Updates on Updates (Hallid-updates)

This shouldn’t be a long post, but I think that I may have blasted through the research quagmire of my Hallidays in Sherston that I mentioned last time. (Soon it’ll be back to business, i.e. more Holborows, more Murrays, some asylum records …)

As I said, I think that I may have cracked the wall I’d come up against. It isn’t a perfect fit, and nobody look at the evidence with a magnifying glass, but it fits nonetheless.

Of course you remember that I had got back to my 8 x great-grandfather, John Halliday and his wife, Mary, baptizing their children in the parish of Sherston, Wiltshire, In all likelihood they lived in the small hamlet of Willsley. On the map below what is labelled Silk Wood is now part of Westonbirt Arboretum. The pink line denotes the county border between Wiltshire and Gloucestershire, and the village of Sherston Magna (aka Great Sherston) is off to the bottom left, not shown. Sherston Pinkney is shown on the map, aka Pinkney aka Sherston Parva aka Little Sherston …
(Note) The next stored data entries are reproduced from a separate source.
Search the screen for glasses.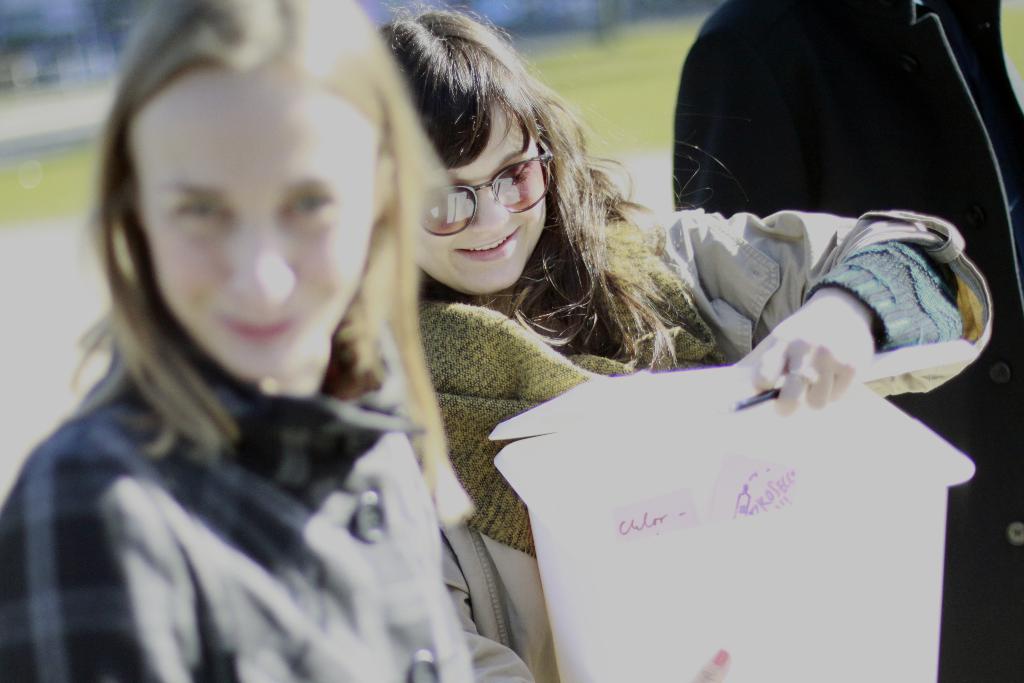
Found at {"left": 405, "top": 150, "right": 564, "bottom": 230}.
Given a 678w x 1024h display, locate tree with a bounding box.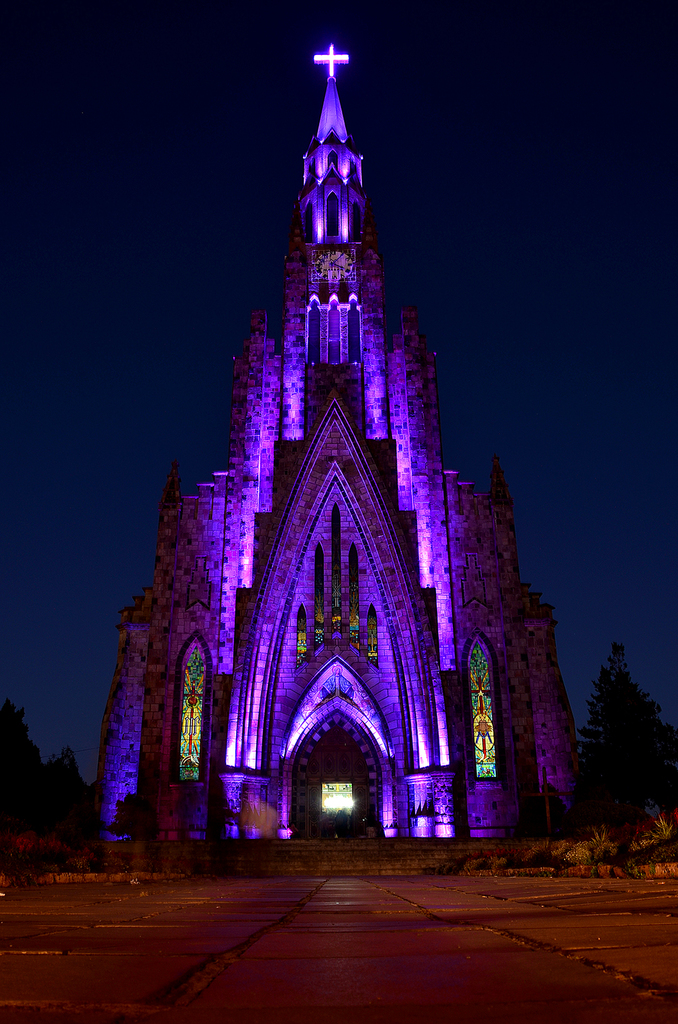
Located: BBox(0, 700, 45, 822).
From Andrews’ and Dury’s Map of Wiltshire, 1810

John and Mary likely both died in 1729. I can’t find a marriage in either Wiltshire or Gloucestershire for them, and I suspect I may be missing something somewhere. Keeping within Sherston parish registers, there is a John Hollyday baptised there on 5 October 1663 (and the curate has helpfully recorded birth dates, so I know he was born a few weeks prior on 22 September). The parents are listed as Richard and Rebekah. If this was my John then it would make him around 65 years of age when he died. This seems acceptable, but it makes him around 40 at the first baptism of his children in 1702. Are there more children elsewhere with Mary, or maybe there’s a first wife? There are no unaccounted-for female Halliday burials in Sherston, but that might just mean they lived somewhere else (i.e. in Gloucestershire) and she is buried in that location. Or he might just have married late. Not impossible. So a question mark there.

There are just three other children baptised to Richard and Rebekah in Sherston – Emma in 1654, Samuel in 1665, and William in 1666. Given the 9-year age gap between Emma and John it seems likely there are more children elsewhere. Not that I can find them being baptised or buried anywhere nearby or even over the border in Gloucestershire! Richard and Rebekah married in Sherston on 13 April 1654. Rebekah is noted as being the daughter of Richard Francklyn, and Richard as being “a clothier, of Horsley, Glos.” Also recorded is Richard’s father, Samuel, as one of the witnesses. Which is only recorded in full on the original document (i.e. the transcriptions at Ancestry and FMP do not include this information!). Need I say anything about checking the original? Apparently, I did.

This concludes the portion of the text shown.